China’s unrelenting crackdown on Hong Kong
Monday’s arrests underscored the speed with which the former British colony’s political freedoms — including rights to assembly and freedom of the press — are being curtailed by Beijing. “Taken together, the dramatic events quashed any doubt that Beijing would use the national security law as a mere deterrent and underscored the increasingly precarious plight of pro-democracy activists and journalists in Hong Kong,” my colleagues reported.
The situation in Hong Kong has turned Asia’s financial capital into a geopolitical fault line. Chinese authorities argue that their repressive measures are merely bringing law and order to an unacceptably restive city. “People see rising violence in Hong Kong,” Cui Tiankai, China’s ambassador to the United States, said last week during a webinar hosted by the Aspen Security Forum. “The city is quite destabilized. People feel it’s no longer a very safe place to live or do business.”
But governments elsewhere are getting increasingly vocal about the danger inherent in China’s actions. On Sunday, the United States, Britain, Canada, Australia and New Zealand released a joint statement condemning Hong Kong’s decision to postpone the city’s legislative council elections until next year and urged the local government to reinstate pro-democracy figures who had been disqualified as candidates. “Beijing promised autonomy and freedoms under the One Country, Two Systems’ principle to the Hong Kong people … and must honor its commitments,” the statement read.
Meanwhile, the Trump administration has locked itself into a punitive cycle of sanctions with China. On Friday, the Treasury Department targeted Hong Kong officials, including Chief Executive Carrie Lam, with sanctions for their role in undermining the city’s autonomy. On Monday, Beijing fired back, slapping its own sanctions on U.S. lawmakers and nongovernmental organization leaders as a symbolic riposte. The moves mark a new trend in U.S.-China relations after the two countries alternated shuttering the other’s consulates in Houston and Chengdu.
“An assertive tit-for-tat risks further escalation, but at least sends a consistent message that Beijing is willing to impose costs on the U.S. in response to U.S. actions,” wrote researchers Adam Ni and Yun Jiang at China Neican. “So Beijing will almost certainly continue to adopt a tit-for-tat approach to responding to Washington.”
America’s hawkish approach to China doesn’t appear to be dissuading Beijing from its current course. “The Chinese people are also very much shocked, they feel very disappointed about what is happening in this country towards China,” said Cui, the Chinese envoy, when asked about mounting anti-Chinese sentiment in Washington. “There’s a rising anger among the Chinese public. People have to be aware of this.”
Earlier this year, China’s U.S. critics likened the outbreak of the coronavirus pandemic to Beijing’s Chernobyl, a disaster made all the worse by regime opacity and incompetence. But the months since — which have seen the virus spread throughout the United States in dramatic, deadly fashion — have not yielded the sort of existential crisis for Chinese leader Xi Jinping and the Communist Party that the White House and its allies suggested may follow.
“Far from diminishing its stature at home, as some in the Trump administration appear to believe, the Communist party’s response to some of these crises has helped solidify the support of existing and aspiring members — or at least neutralized grumbling,” reported my colleague Anna Fifield. “Chinese who were complaining in February about the party’s coronavirus coverup reflect more positively on their experience now that they can see, through the American example, how much worse it could have been.”
Bolstering the regime is a vanguard of Chinese scholars who are sculpting the single-party state’s st-century ideology, swapping Marx and the rhetoric of revolution for a reactionary philosophy of order and thinkers like conservative German legal theorist Carl Schmitt, infamous for his intellectual contribution to the Nazi movement. “This cadre of Chinese intellectuals serve as champions, even official advisers, defending and honing the party’s hardening policies, including the rollout of the security law in Hong Kong,” wrote New York Times reporter Chris Buckley.
“Back when I was weak, I had to totally play by your rules,” Tian Feilong, one of these scholars, told the Times. “Now I’m strong and have confidence, so why can’t I lay down my own rules and values and ideas?”
In Hong Kong, journalists and activists are now feeling the blunt force of this confidence. “I have expected this day would come, but I did not expect it to come at this moment, after the U.S. sanctions,” said a journalist at Apple Daily, speaking to my colleagues on the condition of anonymity for fear of reprisals. “These arrests are about revenge. They are targeting us, a media outlet which is the most outspoken against the Hong Kong government and Beijing.”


→ **Exercise prompt**: An identical transcription of the records is required.
Segment Open
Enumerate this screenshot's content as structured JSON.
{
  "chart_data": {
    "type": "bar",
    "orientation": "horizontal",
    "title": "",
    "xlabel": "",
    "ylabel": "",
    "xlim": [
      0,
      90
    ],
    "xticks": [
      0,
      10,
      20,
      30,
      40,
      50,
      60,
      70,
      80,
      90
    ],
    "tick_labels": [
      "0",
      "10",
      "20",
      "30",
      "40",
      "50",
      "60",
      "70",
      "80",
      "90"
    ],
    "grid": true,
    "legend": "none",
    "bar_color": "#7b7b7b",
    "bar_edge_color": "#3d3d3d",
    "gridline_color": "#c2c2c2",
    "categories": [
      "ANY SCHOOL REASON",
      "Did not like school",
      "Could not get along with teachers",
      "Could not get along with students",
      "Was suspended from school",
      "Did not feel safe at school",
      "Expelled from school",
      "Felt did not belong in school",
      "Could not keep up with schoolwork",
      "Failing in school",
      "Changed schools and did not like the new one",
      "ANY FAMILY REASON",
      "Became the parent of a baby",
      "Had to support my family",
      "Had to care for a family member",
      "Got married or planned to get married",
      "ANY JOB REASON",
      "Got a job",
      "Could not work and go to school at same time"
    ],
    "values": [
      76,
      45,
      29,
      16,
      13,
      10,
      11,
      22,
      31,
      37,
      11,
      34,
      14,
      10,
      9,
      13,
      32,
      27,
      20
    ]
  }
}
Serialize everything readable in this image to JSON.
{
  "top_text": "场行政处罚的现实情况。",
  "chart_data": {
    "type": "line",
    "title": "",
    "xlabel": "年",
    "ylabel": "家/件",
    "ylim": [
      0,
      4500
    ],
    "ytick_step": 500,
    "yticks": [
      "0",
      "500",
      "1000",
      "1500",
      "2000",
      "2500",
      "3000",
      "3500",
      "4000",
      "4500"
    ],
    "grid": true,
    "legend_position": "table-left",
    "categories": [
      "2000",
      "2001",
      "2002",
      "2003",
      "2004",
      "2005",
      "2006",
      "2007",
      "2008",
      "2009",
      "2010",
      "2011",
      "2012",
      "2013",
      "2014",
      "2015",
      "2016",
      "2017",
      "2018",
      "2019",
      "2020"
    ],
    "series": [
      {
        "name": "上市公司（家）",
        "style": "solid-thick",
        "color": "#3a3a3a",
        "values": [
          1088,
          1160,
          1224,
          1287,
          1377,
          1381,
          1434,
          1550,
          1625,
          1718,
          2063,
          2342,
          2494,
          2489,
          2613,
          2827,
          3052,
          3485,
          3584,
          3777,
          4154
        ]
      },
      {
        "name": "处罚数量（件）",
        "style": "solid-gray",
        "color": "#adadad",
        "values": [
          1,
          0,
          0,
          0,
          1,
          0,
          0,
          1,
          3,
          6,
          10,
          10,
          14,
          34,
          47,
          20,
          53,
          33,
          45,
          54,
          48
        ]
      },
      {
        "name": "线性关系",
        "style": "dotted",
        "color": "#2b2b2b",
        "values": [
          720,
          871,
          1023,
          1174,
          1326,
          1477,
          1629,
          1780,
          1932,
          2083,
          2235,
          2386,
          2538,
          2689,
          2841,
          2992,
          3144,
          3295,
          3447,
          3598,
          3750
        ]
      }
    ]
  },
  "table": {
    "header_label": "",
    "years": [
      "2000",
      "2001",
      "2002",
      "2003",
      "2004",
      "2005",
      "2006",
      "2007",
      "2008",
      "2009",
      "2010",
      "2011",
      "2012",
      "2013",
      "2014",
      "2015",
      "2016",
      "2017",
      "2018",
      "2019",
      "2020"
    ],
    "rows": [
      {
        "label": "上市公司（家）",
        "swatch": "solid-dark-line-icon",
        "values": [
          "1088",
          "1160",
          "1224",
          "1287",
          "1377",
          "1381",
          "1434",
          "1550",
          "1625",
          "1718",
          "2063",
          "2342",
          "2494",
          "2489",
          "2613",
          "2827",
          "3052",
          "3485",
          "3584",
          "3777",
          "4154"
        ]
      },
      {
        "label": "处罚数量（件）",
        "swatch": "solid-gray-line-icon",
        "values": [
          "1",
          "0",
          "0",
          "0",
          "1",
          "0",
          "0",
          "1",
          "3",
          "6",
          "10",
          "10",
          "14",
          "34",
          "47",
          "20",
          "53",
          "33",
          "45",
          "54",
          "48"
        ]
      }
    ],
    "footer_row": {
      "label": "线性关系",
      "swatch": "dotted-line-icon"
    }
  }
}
Segment Closed
→ **Written answer**:
Enumerate this screenshot's content as structured JSON.
{
  "chart_data": {
    "type": "bar",
    "orientation": "horizontal",
    "title": "",
    "xlabel": "",
    "ylabel": "",
    "xlim": [
      0,
      90
    ],
    "xticks": [
      0,
      10,
      20,
      30,
      40,
      50,
      60,
      70,
      80,
      90
    ],
    "tick_labels": [
      "0",
      "10",
      "20",
      "30",
      "40",
      "50",
      "60",
      "70",
      "80",
      "90"
    ],
    "grid": true,
    "legend": "none",
    "bar_color": "#7b7b7b",
    "bar_edge_color": "#3d3d3d",
    "gridline_color": "#c2c2c2",
    "categories": [
      "ANY SCHOOL REASON",
      "Did not like school",
      "Could not get along with teachers",
      "Could not get along with students",
      "Was suspended from school",
      "Did not feel safe at school",
      "Expelled from school",
      "Felt did not belong in school",
      "Could not keep up with schoolwork",
      "Failing in school",
      "Changed schools and did not like the new one",
      "ANY FAMILY REASON",
      "Became the parent of a baby",
      "Had to support my family",
      "Had to care for a family member",
      "Got married or planned to get married",
      "ANY JOB REASON",
      "Got a job",
      "Could not work and go to school at same time"
    ],
    "values": [
      76,
      45,
      29,
      16,
      13,
      10,
      11,
      22,
      31,
      37,
      11,
      34,
      14,
      10,
      9,
      13,
      32,
      27,
      20
    ]
  }
}
Serialize everything readable in this image to JSON.
{
  "top_text": "场行政处罚的现实情况。",
  "chart_data": {
    "type": "line",
    "title": "",
    "xlabel": "年",
    "ylabel": "家/件",
    "ylim": [
      0,
      4500
    ],
    "ytick_step": 500,
    "yticks": [
      "0",
      "500",
      "1000",
      "1500",
      "2000",
      "2500",
      "3000",
      "3500",
      "4000",
      "4500"
    ],
    "grid": true,
    "legend_position": "table-left",
    "categories": [
      "2000",
      "2001",
      "2002",
      "2003",
      "2004",
      "2005",
      "2006",
      "2007",
      "2008",
      "2009",
      "2010",
      "2011",
      "2012",
      "2013",
      "2014",
      "2015",
      "2016",
      "2017",
      "2018",
      "2019",
      "2020"
    ],
    "series": [
      {
        "name": "上市公司（家）",
        "style": "solid-thick",
        "color": "#3a3a3a",
        "values": [
          1088,
          1160,
          1224,
          1287,
          1377,
          1381,
          1434,
          1550,
          1625,
          1718,
          2063,
          2342,
          2494,
          2489,
          2613,
          2827,
          3052,
          3485,
          3584,
          3777,
          4154
        ]
      },
      {
        "name": "处罚数量（件）",
        "style": "solid-gray",
        "color": "#adadad",
        "values": [
          1,
          0,
          0,
          0,
          1,
          0,
          0,
          1,
          3,
          6,
          10,
          10,
          14,
          34,
          47,
          20,
          53,
          33,
          45,
          54,
          48
        ]
      },
      {
        "name": "线性关系",
        "style": "dotted",
        "color": "#2b2b2b",
        "values": [
          720,
          871,
          1023,
          1174,
          1326,
          1477,
          1629,
          1780,
          1932,
          2083,
          2235,
          2386,
          2538,
          2689,
          2841,
          2992,
          3144,
          3295,
          3447,
          3598,
          3750
        ]
      }
    ]
  },
  "table": {
    "header_label": "",
    "years": [
      "2000",
      "2001",
      "2002",
      "2003",
      "2004",
      "2005",
      "2006",
      "2007",
      "2008",
      "2009",
      "2010",
      "2011",
      "2012",
      "2013",
      "2014",
      "2015",
      "2016",
      "2017",
      "2018",
      "2019",
      "2020"
    ],
    "rows": [
      {
        "label": "上市公司（家）",
        "swatch": "solid-dark-line-icon",
        "values": [
          "1088",
          "1160",
          "1224",
          "1287",
          "1377",
          "1381",
          "1434",
          "1550",
          "1625",
          "1718",
          "2063",
          "2342",
          "2494",
          "2489",
          "2613",
          "2827",
          "3052",
          "3485",
          "3584",
          "3777",
          "4154"
        ]
      },
      {
        "label": "处罚数量（件）",
        "swatch": "solid-gray-line-icon",
        "values": [
          "1",
          "0",
          "0",
          "0",
          "1",
          "0",
          "0",
          "1",
          "3",
          "6",
          "10",
          "10",
          "14",
          "34",
          "47",
          "20",
          "53",
          "33",
          "45",
          "54",
          "48"
        ]
      }
    ],
    "footer_row": {
      "label": "线性关系",
      "swatch": "dotted-line-icon"
    }
  }
}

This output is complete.